March 22, 2021 Reading Time: 4 minutes

In 1776, an age when social media entailed spending a few hours in the evening in the local tavern listening to printed materials read aloud by those fortunate enough to be able to read, Thomas Paine was a blue checkmark account, a million follower maven who coalesced public sentiment for independence from Great Britain and then bucked up the troops for their crucial counterattack at Trenton. He was much more than a mere firebrand, though, expressing key notions of political economy before other American statesmen did.

One of the young rebels who risked his life for freedom by backing independence and crossing the icy Delaware with General George Washington on Christmas night 1776 was Alexander Hamilton. Later, as Treasury Secretary, Hamilton, backed by President Washington, implemented a series of controversial policies that jump started America’s economic miracle. I detail those policies in One Nation Under Debt (2008) and other books.

Hamilton was, in the terminology of public debt expert and author of The Political Economy of Public Debt Richard Salsman, a “debt realist.” Hamilton summarized his view of sovereign debt in an (in)famous 1781 letter to financier Robert Morris, in which he wrote that “A national debt, if it is not excessive, will be to us a national blessing; it will be a powerful cement of our union.” 
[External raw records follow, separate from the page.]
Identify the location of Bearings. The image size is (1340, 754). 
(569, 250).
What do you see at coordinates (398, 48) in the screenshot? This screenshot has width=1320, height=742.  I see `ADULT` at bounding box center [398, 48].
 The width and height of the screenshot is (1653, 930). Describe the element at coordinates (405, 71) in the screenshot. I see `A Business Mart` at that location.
Hamilton, like Morris and other debt realists, realized that government borrowing was rational if the benefits of borrowing, like winning independence, exceeded the costs, which would remain small so long as the debt remained easy to service. By cement of the union, Hamilton meant that bondholders would have a strong incentive to make the new nation work, if only so they would get paid as promised.

As Salsman shows, debt realism was a controversial view throughout history because most policymakers and political economists argued that all sovereign debt is economically and morally pernicious or, at the other extreme, that governments can and should borrow as much as they want, especially if they also print money, because it will have few untoward effects. Both extreme views remain silly but are still widely held to this day.

Interestingly, Hamilton closely paraphrased Paine, who wrote in 1776 that “No nation ought to be without a debt. A national debt is a national bond; and when it bears no interest, is in no case a grievance.” Paine later excoriated the leaders of his homeland, Great Britain, not for borrowing per se, but for borrowing too much. He accurately predicted that the Bank of England would have to stop specie payments, which held off only two months longer than Paine anticipated.

Paine shared with Hamilton a distrust of fiat paper money, suffering through painful hyperinflations in America and France during their revolutions. Like Hamilton, he espoused private bank money (notes and deposits) convertible into gold or silver at a known, fixed rate and backed by the bank’s entire portfolio of assets, which in addition to precious metals should primarily be composed of short-term discount loans and government bonds and other liquid securities.

The author of Common Sense, like Hamilton and Chief Justice John Marshall, thought it common sense that governments should not renege on any of their contracts, including the promises they made in corporate charters. Paine excoriated Pennsylvania in 1786 for revoking the charter of the Bank of North America in terms that Marshall would use in his famous 1819 decision in the Dartmouth College case. If governments could abrogate charters, all three great statesmen knew, “It will lead us,” as Paine wrote in Dissertations on Government, “into a wilderness of endless confusion and insurmountable difficulties.” Nothing short of the “glory” of the Republic was at stake, because if the government could renege on its promises individuals could become “the prey of power” as “MIGHT” overcame “RIGHT.”

Paine and Hamilton also shared an affection for efficient government, one that concentrated on providing core public goods as inexpensively and unobtrusively as possible. Harvey Flaumenhaft has a lovely book about Hamilton’s administrative policies called The Effective Republic. Paine probably influenced Hamilton’s thinking here as well, by quoting in his widely read pamphlets a now too-little-known* Italian thinker named Giancinto Dragonetti to the effect that “The science of the politician consists in fixing the true point of happiness and freedom. Those men would deserve the gratitude of ages, who should discover a mode of government that contained the greatest sum of individual happiness, with the least national expense.”

Paine’s remarkably accurate and pithily expressed ideas about political economy can now be found in a convenient edition of his work, The Best of Thomas Paine, published by AIER and edited by yours truly.

*Dragonetti appears only in the Italian version of Wikipedia but some English-language scholarship on his ideas are available, as is an English translation of his book On Virtues and Awards.

Robert E. Wright

Robert E. Wright

Robert E. Wright is the (co)author or (co)editor of over two dozen major books, book series, and edited collections, including AIER’s The Best of Thomas Paine (2021) and Financial Exclusion (2019). He has also (co)authored numerous articles for important journals, including the American Economic ReviewBusiness History ReviewIndependent ReviewJournal of Private EnterpriseReview of Finance, and Southern Economic Review. Robert has taught business, economics, and policy courses at Augustana University, NYU’s Stern School of Business, Temple University, the University of Virginia, and elsewhere since taking his Ph.D. in History from SUNY Buffalo in 1997. Robert E. Wright was formerly a Senior Research Faculty at the American Institute for Economic Research.